Pierson also did not bring up the incident during several hours of
testimony before the House panel on Tuesday. In an exchange with
Representative Jason Chaffetz, Republican of Utah, Ms. Pierson said that
she had briefed Mr. Obama about only one incident involving his safety
in 2014 — the case involving Mr. Gonzalez. “So
the only time you’ve briefed the president on perimeter security, the
president’s personal security, the first family’s security, has been one
time in 2014,” Mr. Chaffetz said.
“That’s correct,” she replied, just hours before news reports broke about the Atlanta incident. Ms.

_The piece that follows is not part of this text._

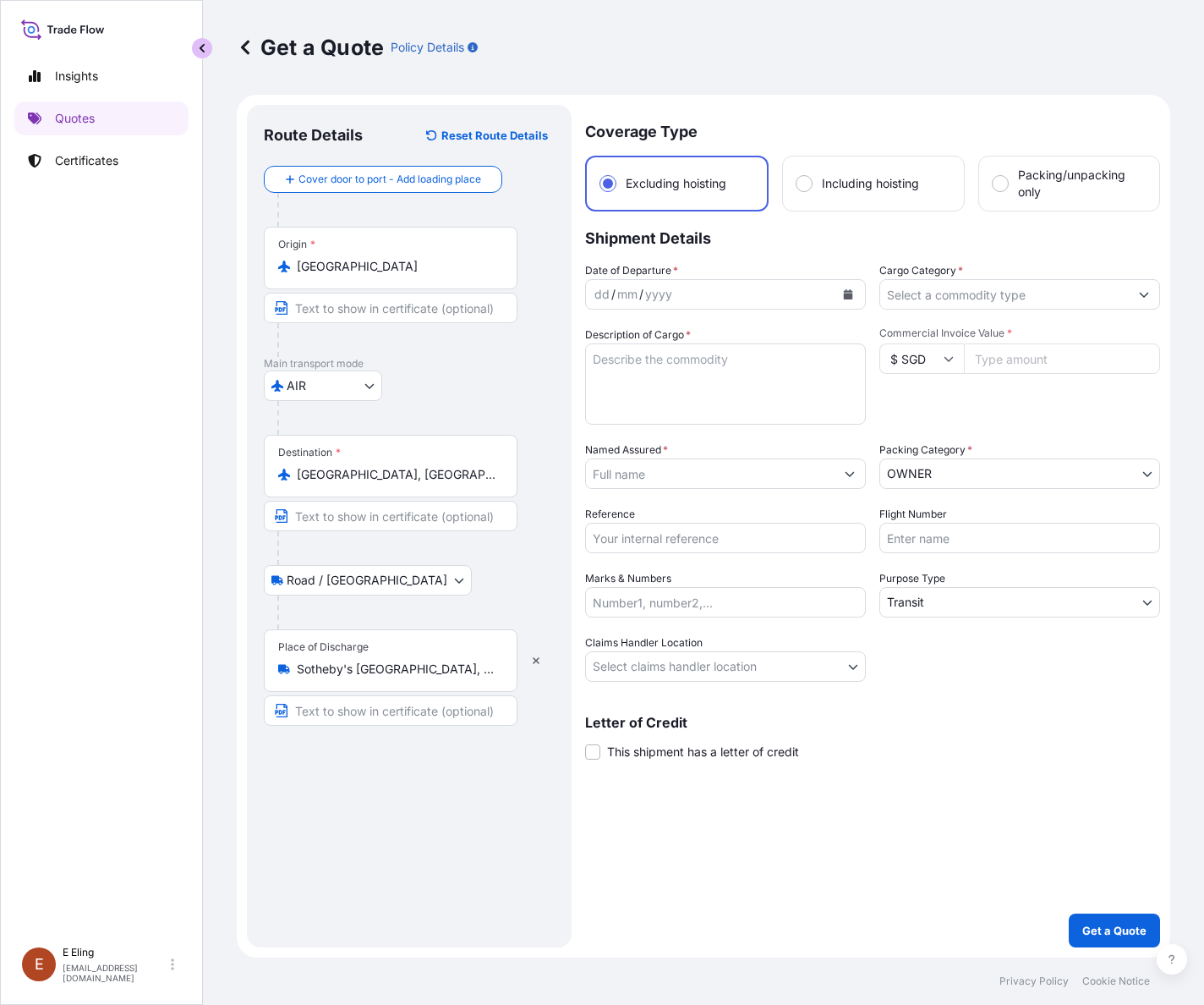  I want to click on p: Cookie Notice, so click(1116, 981).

Pierson had not been Mr. Obama’s first choice to lead the Secret
Service when he appointed her 18 months ago, according to several law
enforcement officials. As the White House searched in 2013 for a new
director to replace Mark Sullivan, who was retiring, White House
officials first offered the job to David O’Connor, a longtime agency
official who had recently taken a job as the head of global security for
Bain Capital. But
despite making the offer to Mr. O’Connor, who was known as “the dean of
discipline” during his time at the Secret Service, the White House
continued to examine his background. Officials uncovered an incident in
the mid-1990s in which he had been accused — and ultimately cleared by
the Secret Service — of using a racial slur. Mr. O’Connor, who decided
against taking the job, declined to comment. Julia Pierson became the first female director of the U.S. Secret
Service in March 2013, tapped to change the culture of an agency that
was then marred by a Colombian prostitution scandal.
On
Wednesday, the intruder who jumped the White House fence, Mr. Gonzalez,
pleaded not guilty to charges of unlawfully entering a restricted
government building while carrying a weapon, carrying a dangerous weapon
in public and unlawfully possessing ammunition. The judge ruled that
Mr. Gonzalez would remain in detention until another hearing on Oct. 21. Representative
Elijah E. Cummings, Democrat of Maryland, commended Ms. Pierson on
Wednesday for stepping down, saying the move was in the best interest of
the Secret Service and the president. But he said more change was
necessary, including, possibly, more resignations. “I
don’t want us, after she’s left, to say to ourselves that everything is
resolved,” Mr. Cummings said. “Clearly there was a culture there that
was not healthy.” In
a brief interview with Del Quentin Wilber, a reporter for Bloomberg
News, Ms. Pierson said that she had resigned because “Congress has lost
confidence in my ability to run the agency,” according to a Twitter
message from Mr. Wilber shortly after the resignation was announced. Mr. Wilber also wrote that Ms. Pierson said: “I can be pretty stoic about all this, but not really. It’s painful to leave.”